Brigham and Women's Hospital
Pathology
Dr. Michael Miller carried out his undergraduate studies in the Grinnell College inquiry-based biological chemistry curriculum, then worked on genetic imprinting with Dr. Karl Pfeifer at the U.S. National Institutes of Health. Dr. Miller received his M.D., Ph.D. training at the Geisel School of Medicine at Dartmouth, where he completed his thesis research in biochemistry with Dr. Surachai Supattapone , studying the mechanism of formation and propagation of infectious mammalian prions. Dr. Miller completed his residency in Anatomic Pathology at Brigham and Women’s Hospital, and Neuropathology fellowship at Brigham and Women’s, Boston Children’s, and Beth Israel Deaconess Hospitals. Dr. Miller is now Instructor at Harvard Medical School, Associate Pathologist at Brigham and Women’s Hospital, and research fellow in the group of Dr. Christopher Walsh at Boston Children’s Hospital, where he studies the role of brain somatic mutations in neurodegenerative diseases.

Moderator of 1 Session

Session Type
SYMPOSIUM
Date
Wed, 16.03.2022
Session Time
08:30 AM - 10:30 AM
Room
ONSITE: 131-132

Presenter of 1 Presentation

EXCESSIVE SOMATIC MUTATIONS WITH DISTINCTIVE PATTERNS IN ALZHEIMER’S DISEASE NEURONS REVEALED BY NOVEL SINGLE-CELL WHOLE GENOME SEQUENCING METHOD

Session Type
SYMPOSIUM
Date
Wed, 16.03.2022
Session Time
08:30 AM - 10:30 AM
Room
ONSITE: 131-132
Lecture Time
09:00 AM - 09:15 AM

Abstract

Aims

Alzheimer’s disease (AD) is characterized pathologically by deposition of misfolded amyloid-β and tau proteins. However, protein-directed therapeutic strategies have shown limited clinical benefit, pointing to the need to examine pathogenesis from a broader lens.

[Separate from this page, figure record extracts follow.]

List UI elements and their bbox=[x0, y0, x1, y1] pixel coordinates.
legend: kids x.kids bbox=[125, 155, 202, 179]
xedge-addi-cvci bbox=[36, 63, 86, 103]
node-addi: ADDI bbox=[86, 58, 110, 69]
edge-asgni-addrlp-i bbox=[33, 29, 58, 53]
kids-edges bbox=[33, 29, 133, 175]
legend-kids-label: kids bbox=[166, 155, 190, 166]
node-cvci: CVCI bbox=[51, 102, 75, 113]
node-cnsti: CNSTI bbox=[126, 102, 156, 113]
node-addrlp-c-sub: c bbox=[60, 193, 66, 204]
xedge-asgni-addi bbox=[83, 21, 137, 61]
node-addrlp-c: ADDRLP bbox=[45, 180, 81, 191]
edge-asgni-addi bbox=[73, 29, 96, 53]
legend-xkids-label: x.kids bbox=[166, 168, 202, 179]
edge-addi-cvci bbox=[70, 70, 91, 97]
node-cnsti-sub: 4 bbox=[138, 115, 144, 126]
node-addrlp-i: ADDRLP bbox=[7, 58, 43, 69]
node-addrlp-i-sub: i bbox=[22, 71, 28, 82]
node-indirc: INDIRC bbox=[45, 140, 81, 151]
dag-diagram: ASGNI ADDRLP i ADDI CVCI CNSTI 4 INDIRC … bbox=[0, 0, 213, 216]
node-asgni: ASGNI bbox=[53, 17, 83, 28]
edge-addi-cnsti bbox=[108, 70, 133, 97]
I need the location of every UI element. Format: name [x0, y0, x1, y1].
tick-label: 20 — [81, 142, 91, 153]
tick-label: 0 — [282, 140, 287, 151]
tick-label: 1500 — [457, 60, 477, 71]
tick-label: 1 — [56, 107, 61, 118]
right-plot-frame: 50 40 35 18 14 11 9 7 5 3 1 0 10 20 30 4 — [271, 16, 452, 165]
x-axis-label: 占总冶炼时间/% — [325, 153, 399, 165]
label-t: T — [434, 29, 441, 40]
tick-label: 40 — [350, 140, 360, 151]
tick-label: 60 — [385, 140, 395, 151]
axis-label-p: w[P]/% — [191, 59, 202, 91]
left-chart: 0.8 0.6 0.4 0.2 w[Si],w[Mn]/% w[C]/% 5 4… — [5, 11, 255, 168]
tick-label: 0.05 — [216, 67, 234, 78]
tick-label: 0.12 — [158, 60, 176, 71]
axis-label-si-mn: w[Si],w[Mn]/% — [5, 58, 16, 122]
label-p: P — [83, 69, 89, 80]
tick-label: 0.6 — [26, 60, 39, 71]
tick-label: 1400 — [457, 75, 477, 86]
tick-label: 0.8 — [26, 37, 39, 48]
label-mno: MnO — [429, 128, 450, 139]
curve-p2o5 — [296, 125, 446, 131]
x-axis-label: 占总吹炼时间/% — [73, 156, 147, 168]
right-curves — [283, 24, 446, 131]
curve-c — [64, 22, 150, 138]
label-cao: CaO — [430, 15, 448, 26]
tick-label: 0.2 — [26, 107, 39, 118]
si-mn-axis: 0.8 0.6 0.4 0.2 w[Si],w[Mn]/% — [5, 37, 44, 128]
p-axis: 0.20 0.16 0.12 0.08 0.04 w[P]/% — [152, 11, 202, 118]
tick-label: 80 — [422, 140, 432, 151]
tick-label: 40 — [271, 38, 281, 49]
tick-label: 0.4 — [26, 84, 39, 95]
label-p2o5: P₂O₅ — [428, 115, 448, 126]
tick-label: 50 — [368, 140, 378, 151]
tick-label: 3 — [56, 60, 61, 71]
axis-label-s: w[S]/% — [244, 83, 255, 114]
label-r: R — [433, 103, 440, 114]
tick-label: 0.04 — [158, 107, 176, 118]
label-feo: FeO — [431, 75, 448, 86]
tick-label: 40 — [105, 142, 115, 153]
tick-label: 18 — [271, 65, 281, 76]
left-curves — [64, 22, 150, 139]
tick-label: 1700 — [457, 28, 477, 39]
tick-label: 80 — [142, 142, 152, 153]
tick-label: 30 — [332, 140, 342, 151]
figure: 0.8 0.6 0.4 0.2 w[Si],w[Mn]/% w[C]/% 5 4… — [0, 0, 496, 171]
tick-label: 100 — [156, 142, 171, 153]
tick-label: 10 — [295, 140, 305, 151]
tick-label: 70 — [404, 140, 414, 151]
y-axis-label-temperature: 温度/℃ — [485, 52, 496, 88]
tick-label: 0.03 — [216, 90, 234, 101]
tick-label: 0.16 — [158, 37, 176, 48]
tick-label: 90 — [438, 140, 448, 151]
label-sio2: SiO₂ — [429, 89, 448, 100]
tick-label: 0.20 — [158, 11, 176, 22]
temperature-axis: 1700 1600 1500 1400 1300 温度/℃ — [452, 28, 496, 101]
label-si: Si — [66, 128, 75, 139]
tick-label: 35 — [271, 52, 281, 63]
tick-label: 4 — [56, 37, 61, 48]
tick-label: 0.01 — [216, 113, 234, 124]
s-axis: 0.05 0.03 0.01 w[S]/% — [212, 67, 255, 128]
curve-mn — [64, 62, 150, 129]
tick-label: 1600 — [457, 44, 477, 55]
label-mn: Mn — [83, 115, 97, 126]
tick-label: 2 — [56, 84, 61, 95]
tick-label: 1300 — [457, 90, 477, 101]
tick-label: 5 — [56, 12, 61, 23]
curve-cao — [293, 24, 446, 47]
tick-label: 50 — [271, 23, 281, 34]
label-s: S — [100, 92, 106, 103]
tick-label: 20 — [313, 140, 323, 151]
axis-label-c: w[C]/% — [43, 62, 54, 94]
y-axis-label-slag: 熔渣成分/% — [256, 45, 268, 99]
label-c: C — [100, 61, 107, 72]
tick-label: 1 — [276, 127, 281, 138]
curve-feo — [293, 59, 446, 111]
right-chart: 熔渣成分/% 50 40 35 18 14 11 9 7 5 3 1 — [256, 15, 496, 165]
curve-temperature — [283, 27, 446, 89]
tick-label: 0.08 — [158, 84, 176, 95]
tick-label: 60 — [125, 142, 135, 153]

Neurons each harbor somatic single nucleotide variants (sSNV) in their genomes, which increase with age, at a rate of ~15-20 sSNV per year. In AD, DNA damage is increased, with potentially significant effects on the genome of each cell.

Methods

We performed single-cell whole genome sequencing on neurons from AD and age-matched controls, using two independent genome amplification methods, and analyzed the burden of somatic mutations and associated nucleotide change signatures for mutational patterns.

Results

We found significantly increased sSNV in AD, with hundreds of additional somatic mutations per neuron, and a distinct mutation pattern. AD neurons show an increase in Signature C, which contains distinct nucleotide changes including C>A variants. We find elevated 8-Oxoguanine DNA lesions, evidence that these mutations may result from oxidative DNA damage. Mutations also show influences of transcription in sSNV generation. Somatic mutations are predicted to produce deleterious effects on the neuron, including gene inactivation and neoantigen-stimulated immune attack.

Conclusions

AD neurons show increased somatic mutations, with mutagenic causes that illuminate upstream components of disease pathogenesis, including DNA oxidation and transcription-coupled DNA repair. Somatic mutations further predispose neurons for dysfunction and death. The identification of somatic mutation accumulation as a novel element of neurodegeneration will enable further dissection of the cascade of events in disease pathogenesis.